For reasons I don't want to go into right now (too painful) I see the state of the NHS as a national emergency which no party is taking seriously enough. A lot of the problem I see is GPs just sitting around, only giving phone appointments which invariably ends up with the solution "go to A&E" and completely and unnecessarily overwhelm them.
I work in a GP practice (not a doctor but see patients). I come in for 8.45am (even though I start at 9.30am) to get on top of the outstanding blood and test results and what might need doing as there isn't time in the day. I start seeing patients at 9.30am and I get 15 minutes (assuming they're not late which many are) to take a history, ask some questions, examine, diagnose and give a presciption and/or advice, book follow-up tests or appointments and then do any referrals needed. Complicated referrals I don't have time to do so put them in a short admin slot later in the day to do then. I get a 30 minute lunch break but we don't get them as we all have a clinical team meeting that takes an hour to go through adult and child safeguarding issues, mortality reviews, new cancer diagnoses, etc. etc. Then it's back to seeing patients in the afternoon until I go home at 6pm.
We do some phone appointments which are generally popular with patients as it saves them coming in. Yes, some people get sent to A&E (very few, I maybe send 1-2 people a week from phone and face-to-face appointments) as there are some things that need checking out/testing for/treating that we can't do. You probably just don't get this (as many patients don't) or understand the underlying thing we are concerned about.
I am thinking of leaving primary care (and medicine) this coming year. Some of the frustrating and completely demoralising things are:
1) Being shouted at and threatened by patients for not doing what they want, eg. demanding antibiotics for viral illnesses, being angry when not given an appointment because they've had cold symptoms for 24 hours, or not having an immediate fix for their long term problem.
2) Currently we have a 20% 'did not attend' rate for appointments. It's crept up from 5-10% as standard the last 6 months. And people wonder why there are no appointments left.
3) People coming in demanding specialist referrals and then sometimes not even attending them when they get the appointment through. This is especially bad for dermatology/physio/MSK issues. They often then come back in asking for a re-referral a few months down the line.
4) People being given advice for what to do, then at their follow-up appointment admitting they've done none of what they were advised to do and being annoyed they haven't got better.
5) We have had loads of social programs; community walking groups, weight loss, exercise classes, education stuff. Pretty much zero engagement or involvement from people.
6) Patients repeatedly using services inappropriately. I sometimes see someone early in the week, send them home with a diagnosis and treatment/advice, then they come back in again later in the week, and in the intervening time they've gone to A&E. Often for a cold or sore knee or similar. I understand people do this for complex reasons, but there needs to be some responsibility on people for understanding and caring for their own health as well.
7) We have a constant issue where patients are trying to 'medicalize' their issues and wanting tablets to fix a problem that actually needs them to change some aspect/s of their lifestyle. It's the complete opposite of what people I talk to outside the NHS often complain about. We really do look holistically at things that need that (not everything does tbh), but ime patients are often very resistant to that and want easy answers. A friend has started saying that patients want 'Amazon Prime' levels of delivery to fix long term often complicated issues.
Yes, the system if fucked, I agree and it's not being taken seriously (and probably can't be under the current structural set-up). There's loads that could be done to fix it, even within the realms of tinkering about rather than having a wholesale re-structuring of society, which is what needs to happen to fix the health problems we have as much are related to work (or lack of it), poverty (including things like weight/obseity), patriarchy, poor housing, lack of health education and mental health & functional illness issues that we're not going to fix by looking at the NHS/health system in isolation from the rest of society.
But moaning that GPs just 'sit about' and give phone appointments and sending people to A&E unnecessarily is so fucking clueless it's a fucking joke. The NHS seems to be the only workplace where it's OK for people on the left to blame the workers for the state of things.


*YOUR INSTRUCTIONS*.
Take each line in the entries below that holds "armor" and show it.

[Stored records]
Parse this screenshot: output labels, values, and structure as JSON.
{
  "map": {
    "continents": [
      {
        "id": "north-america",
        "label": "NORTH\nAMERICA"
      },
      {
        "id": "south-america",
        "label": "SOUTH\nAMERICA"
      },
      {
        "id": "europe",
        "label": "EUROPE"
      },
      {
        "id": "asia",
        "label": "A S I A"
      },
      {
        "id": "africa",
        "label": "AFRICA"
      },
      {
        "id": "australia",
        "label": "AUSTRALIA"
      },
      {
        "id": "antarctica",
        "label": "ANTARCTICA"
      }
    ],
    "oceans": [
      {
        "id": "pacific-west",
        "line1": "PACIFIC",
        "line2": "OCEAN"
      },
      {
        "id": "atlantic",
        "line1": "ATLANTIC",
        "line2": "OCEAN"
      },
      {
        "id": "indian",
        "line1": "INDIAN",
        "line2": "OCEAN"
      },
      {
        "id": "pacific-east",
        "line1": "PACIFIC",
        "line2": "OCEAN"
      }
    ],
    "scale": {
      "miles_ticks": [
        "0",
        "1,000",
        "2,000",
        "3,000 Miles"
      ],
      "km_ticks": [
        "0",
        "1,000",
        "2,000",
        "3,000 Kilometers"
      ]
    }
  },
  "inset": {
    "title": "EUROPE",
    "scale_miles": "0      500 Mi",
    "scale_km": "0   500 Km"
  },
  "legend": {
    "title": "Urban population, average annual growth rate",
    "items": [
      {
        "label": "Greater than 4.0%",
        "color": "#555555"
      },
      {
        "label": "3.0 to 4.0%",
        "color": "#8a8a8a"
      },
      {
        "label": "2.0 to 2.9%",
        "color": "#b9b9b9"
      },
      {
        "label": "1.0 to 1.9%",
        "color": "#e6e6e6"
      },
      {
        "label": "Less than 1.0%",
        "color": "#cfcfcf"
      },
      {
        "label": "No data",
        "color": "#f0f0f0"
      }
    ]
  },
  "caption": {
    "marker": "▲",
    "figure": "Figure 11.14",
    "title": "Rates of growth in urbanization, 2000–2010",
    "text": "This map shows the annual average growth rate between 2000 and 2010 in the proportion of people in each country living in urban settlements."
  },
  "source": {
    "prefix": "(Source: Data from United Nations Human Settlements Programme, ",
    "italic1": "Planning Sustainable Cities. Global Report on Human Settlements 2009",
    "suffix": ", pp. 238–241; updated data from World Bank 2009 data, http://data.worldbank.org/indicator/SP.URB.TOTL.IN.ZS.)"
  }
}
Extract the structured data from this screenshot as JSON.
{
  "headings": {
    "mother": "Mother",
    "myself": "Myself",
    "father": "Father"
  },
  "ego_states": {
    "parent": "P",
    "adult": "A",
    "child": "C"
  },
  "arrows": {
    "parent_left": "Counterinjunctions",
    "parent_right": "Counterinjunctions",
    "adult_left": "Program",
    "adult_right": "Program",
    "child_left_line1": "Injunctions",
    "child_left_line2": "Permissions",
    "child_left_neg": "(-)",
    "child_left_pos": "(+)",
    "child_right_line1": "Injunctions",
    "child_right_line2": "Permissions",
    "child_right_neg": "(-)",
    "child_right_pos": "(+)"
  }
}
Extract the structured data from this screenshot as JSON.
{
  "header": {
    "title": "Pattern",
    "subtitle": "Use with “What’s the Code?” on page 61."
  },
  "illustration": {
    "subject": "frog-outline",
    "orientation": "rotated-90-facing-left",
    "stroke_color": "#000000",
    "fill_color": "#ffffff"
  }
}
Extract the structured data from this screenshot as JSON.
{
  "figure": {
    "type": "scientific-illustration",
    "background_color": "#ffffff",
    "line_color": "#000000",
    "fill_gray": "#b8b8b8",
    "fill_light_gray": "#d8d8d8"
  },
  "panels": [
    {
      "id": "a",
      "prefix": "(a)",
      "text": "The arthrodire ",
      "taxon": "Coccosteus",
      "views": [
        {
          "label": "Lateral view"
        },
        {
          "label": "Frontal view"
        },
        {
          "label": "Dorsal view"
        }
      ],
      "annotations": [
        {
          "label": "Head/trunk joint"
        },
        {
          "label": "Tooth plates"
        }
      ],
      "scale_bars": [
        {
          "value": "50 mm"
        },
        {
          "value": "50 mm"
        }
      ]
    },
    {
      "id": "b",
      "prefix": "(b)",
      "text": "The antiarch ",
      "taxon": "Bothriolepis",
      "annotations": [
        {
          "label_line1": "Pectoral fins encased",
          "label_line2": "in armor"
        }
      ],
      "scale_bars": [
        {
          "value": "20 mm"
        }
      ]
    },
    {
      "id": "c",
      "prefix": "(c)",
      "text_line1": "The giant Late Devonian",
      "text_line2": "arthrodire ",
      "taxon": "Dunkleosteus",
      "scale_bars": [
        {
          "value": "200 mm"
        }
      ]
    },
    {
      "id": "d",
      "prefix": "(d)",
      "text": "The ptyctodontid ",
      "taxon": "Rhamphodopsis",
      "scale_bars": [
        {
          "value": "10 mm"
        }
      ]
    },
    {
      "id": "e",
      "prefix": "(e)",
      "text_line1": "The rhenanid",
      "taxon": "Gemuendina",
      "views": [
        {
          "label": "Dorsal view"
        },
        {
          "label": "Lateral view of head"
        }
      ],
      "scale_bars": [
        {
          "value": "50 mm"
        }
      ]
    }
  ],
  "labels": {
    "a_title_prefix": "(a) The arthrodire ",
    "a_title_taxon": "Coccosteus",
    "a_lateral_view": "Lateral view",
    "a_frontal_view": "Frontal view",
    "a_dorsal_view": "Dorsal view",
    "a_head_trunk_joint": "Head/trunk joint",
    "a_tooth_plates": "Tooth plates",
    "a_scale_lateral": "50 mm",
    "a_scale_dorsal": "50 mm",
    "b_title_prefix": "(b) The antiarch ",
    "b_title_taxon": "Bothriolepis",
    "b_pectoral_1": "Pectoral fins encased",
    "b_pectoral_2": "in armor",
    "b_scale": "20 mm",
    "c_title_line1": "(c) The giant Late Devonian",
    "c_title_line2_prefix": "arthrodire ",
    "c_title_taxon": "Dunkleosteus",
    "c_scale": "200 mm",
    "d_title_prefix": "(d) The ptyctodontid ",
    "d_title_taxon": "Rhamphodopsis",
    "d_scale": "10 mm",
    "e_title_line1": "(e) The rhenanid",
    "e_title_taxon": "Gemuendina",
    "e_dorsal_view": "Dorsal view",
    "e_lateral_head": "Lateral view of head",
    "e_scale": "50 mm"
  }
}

*TASK SOLUTION*.
          "label_line2": "in armor"
    "b_pectoral_2": "in armor",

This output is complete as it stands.